Installation¶
Anaconda (recommended)¶
ESPEI does not require any special compiler, but several dependencies do. Therefore it is suggested to install ESPEI from conda-forge.
conda install -c pycalphad -c msys2 -c conda-forge --yes espei
After installation, you must turn off dask’s work stealing.
Change the work stealing setting to distributed.scheduler.work-stealing: False
in ~/.config/dask/distributed.yaml
.
See configuration below for more details.
PyPI¶
Before you install ESPEI via PyPI, be aware that pycalphad and emcee must be compiled and pycalphad requires an external dependency of Ipopt.
pip install espei
After installation, you must turn off dask’s work stealing.
Change the work stealing setting to distributed.scheduler.work-stealing: False
in ~/.config/dask/distributed.yaml
.
See configuration below for more details.
Development versions¶
You may install ESPEI however you like, but here we suggest using Anaconda to download all of the required dependencies. This method installs ESPEI with Anaconda, removes specifically the ESPEI package, and replaces it with the package from GitHub.

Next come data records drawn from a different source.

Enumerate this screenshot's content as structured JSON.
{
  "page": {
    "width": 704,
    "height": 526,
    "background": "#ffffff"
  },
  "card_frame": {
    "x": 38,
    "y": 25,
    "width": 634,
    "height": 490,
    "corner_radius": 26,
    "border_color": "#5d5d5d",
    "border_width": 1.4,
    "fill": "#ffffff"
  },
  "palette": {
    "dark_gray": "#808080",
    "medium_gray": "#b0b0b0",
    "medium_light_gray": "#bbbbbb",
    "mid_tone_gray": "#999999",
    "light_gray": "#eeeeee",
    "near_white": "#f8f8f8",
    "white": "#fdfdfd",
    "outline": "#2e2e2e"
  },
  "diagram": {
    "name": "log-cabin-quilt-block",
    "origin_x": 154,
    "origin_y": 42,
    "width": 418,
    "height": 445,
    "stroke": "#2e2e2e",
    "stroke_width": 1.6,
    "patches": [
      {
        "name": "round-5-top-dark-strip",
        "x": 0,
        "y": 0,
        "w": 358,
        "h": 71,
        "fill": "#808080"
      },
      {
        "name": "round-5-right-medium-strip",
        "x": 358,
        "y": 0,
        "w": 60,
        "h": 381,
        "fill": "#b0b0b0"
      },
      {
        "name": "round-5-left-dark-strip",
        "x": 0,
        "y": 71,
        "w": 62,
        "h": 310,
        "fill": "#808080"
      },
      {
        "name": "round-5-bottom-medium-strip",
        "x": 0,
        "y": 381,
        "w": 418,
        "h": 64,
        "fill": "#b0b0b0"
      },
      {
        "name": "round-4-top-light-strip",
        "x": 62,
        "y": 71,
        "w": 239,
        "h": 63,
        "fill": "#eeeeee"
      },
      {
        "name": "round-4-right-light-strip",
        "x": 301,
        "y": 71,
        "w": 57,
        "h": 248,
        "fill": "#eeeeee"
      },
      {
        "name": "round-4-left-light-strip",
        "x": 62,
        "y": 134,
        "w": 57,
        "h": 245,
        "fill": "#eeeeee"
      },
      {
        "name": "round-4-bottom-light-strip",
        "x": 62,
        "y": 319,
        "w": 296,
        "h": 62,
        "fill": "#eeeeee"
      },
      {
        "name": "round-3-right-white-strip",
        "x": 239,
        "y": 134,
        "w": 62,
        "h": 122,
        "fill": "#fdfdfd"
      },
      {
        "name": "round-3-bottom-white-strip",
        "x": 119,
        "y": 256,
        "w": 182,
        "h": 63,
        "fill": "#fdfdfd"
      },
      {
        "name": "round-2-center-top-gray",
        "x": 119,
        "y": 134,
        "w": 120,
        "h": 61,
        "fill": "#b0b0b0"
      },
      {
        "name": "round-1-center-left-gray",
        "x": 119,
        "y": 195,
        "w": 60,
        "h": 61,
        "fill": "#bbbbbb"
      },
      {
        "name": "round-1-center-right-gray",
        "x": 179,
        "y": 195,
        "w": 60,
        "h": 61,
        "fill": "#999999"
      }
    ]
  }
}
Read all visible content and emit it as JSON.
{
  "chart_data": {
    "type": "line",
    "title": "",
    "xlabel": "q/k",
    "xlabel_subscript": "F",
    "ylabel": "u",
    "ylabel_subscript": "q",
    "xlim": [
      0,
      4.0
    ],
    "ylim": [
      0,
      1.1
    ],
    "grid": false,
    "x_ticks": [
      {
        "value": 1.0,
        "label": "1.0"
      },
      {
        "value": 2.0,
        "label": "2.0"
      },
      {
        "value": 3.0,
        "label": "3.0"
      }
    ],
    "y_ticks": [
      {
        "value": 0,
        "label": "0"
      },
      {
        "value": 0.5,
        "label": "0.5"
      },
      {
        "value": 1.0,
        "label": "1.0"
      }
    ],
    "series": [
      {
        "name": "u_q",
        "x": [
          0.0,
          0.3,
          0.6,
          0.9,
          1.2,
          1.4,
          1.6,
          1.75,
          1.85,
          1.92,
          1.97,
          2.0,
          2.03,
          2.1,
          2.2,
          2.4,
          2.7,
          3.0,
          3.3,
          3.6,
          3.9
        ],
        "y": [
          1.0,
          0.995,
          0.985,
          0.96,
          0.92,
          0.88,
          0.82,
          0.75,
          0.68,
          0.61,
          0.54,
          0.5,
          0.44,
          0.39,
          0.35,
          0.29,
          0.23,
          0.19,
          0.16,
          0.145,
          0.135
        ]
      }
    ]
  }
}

git clone https://github.com/phasesresearchlab/espei.git
cd espei
conda install espei
conda remove --force espei
pip install -e .
Upgrading ESPEI later requires you to run git pull
in this directory.
After installation, you must turn off dask’s work stealing.
Change the work stealing setting to distributed.scheduler.work-stealing: False
in ~/.config/dask/distributed.yaml
.
See configuration below for more details.
Configuration¶
ESPEI uses dask-distributed to parallelize ESPEI.
After installation, you must turn off dask’s work stealing!
Change the file at ~/.config/dask/distributed.yaml
to look something like:
distributed:
version: 2
scheduler:
work-stealing: False
See the dask-distributed documentation for more.